Figure 2. S&P 500 Cyclically Adjusted Earnings Ratio, 1881 – 2016

Source: ReSolve Asset Management. Data from Robert Shiller

While it has paid to be optimistic about stocks over the past century, it is also prudent to be realistic about the probabilities. It is highly likely that investors will earn about 2% on high-grade fixed income, and probably much less than 6% per year on stocks over the next decade or more. In the optimistic case that equities revert to average trend valuations over the next fifteen years, this would represent a 35%/15 = 2.3% per year drag on equity returns. As a result, equity return expectations would drop from 5.5% per year to 3.2%. You can see how, after adjusting for inflation and fees, investors will be hard pressed to earn more than 2% per year on traditional portfolios.

Hopefully we can agree that 2% returns – returns implied by current valuations – are a problem.

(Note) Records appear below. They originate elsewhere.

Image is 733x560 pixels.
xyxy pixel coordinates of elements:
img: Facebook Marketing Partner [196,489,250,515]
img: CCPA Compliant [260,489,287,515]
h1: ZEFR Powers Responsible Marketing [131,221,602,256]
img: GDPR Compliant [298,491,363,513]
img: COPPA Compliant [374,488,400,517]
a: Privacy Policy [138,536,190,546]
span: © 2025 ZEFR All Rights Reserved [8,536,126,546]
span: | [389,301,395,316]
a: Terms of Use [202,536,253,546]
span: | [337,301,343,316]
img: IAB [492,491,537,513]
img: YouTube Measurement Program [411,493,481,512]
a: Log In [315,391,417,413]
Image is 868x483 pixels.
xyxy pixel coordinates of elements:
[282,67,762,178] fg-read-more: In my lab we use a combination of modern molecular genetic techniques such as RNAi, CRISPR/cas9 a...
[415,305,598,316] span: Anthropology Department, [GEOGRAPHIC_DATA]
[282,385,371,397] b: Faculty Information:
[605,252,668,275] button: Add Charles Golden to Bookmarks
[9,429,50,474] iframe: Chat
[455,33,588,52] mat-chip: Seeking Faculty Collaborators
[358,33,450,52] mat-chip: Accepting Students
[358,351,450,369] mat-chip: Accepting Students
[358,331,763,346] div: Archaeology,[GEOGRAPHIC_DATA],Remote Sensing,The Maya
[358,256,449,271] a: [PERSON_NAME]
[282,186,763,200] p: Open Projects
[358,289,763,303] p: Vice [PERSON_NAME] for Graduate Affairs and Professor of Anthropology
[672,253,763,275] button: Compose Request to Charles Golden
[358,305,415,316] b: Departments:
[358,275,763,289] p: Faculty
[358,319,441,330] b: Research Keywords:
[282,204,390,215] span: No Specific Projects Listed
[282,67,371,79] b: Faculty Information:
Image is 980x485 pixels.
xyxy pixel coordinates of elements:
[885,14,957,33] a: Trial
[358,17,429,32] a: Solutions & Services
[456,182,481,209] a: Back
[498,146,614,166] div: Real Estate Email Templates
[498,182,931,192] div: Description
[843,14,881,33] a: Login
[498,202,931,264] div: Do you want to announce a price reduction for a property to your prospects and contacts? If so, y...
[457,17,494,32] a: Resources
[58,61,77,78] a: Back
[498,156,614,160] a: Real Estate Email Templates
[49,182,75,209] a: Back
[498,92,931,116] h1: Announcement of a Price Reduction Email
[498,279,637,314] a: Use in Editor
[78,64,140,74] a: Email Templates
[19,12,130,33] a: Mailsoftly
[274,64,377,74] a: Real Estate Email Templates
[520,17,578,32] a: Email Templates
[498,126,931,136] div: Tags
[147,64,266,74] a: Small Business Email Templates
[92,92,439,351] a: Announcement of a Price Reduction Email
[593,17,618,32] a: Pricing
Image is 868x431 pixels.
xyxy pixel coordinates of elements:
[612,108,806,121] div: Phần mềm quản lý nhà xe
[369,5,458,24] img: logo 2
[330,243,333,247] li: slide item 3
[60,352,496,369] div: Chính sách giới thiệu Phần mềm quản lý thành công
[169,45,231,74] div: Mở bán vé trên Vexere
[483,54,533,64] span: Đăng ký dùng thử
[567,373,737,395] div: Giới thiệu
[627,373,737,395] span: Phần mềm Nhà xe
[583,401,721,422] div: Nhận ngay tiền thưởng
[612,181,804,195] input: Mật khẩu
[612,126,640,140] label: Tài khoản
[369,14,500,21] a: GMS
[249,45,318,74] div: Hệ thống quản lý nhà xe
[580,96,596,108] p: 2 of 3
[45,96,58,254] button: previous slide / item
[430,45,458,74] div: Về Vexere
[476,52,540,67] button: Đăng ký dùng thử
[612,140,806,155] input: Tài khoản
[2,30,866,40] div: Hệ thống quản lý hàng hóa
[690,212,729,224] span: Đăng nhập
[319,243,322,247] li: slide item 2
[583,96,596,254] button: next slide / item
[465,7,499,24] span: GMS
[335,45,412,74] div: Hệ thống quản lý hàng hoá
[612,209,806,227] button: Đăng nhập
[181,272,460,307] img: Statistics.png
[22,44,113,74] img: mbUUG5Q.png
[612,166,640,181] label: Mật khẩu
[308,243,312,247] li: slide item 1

In the next article, we will propose one incremental solution to this problem, by embracing a strategy of extreme diversification. In part 3, we will explore alternative sources of return that behave very differently than traditional assets, but which may offer attractive performance prospects to help investors meet their financial goals.

 


[1] Current yields forecast future bond total returns most accurately at a forecast horizon equal to twice the portfolio duration. See Leibowitz, Martin, and Anthony Bova (December 18, 2012), “Duration Targeting: A New Look at Bond Portfolios (Morgan Stanley Research).” At www.q-group.org/inc/uploads/2014/01/2013sp-Leibowitz-Bova-Duration-Targeting-121812.pdf.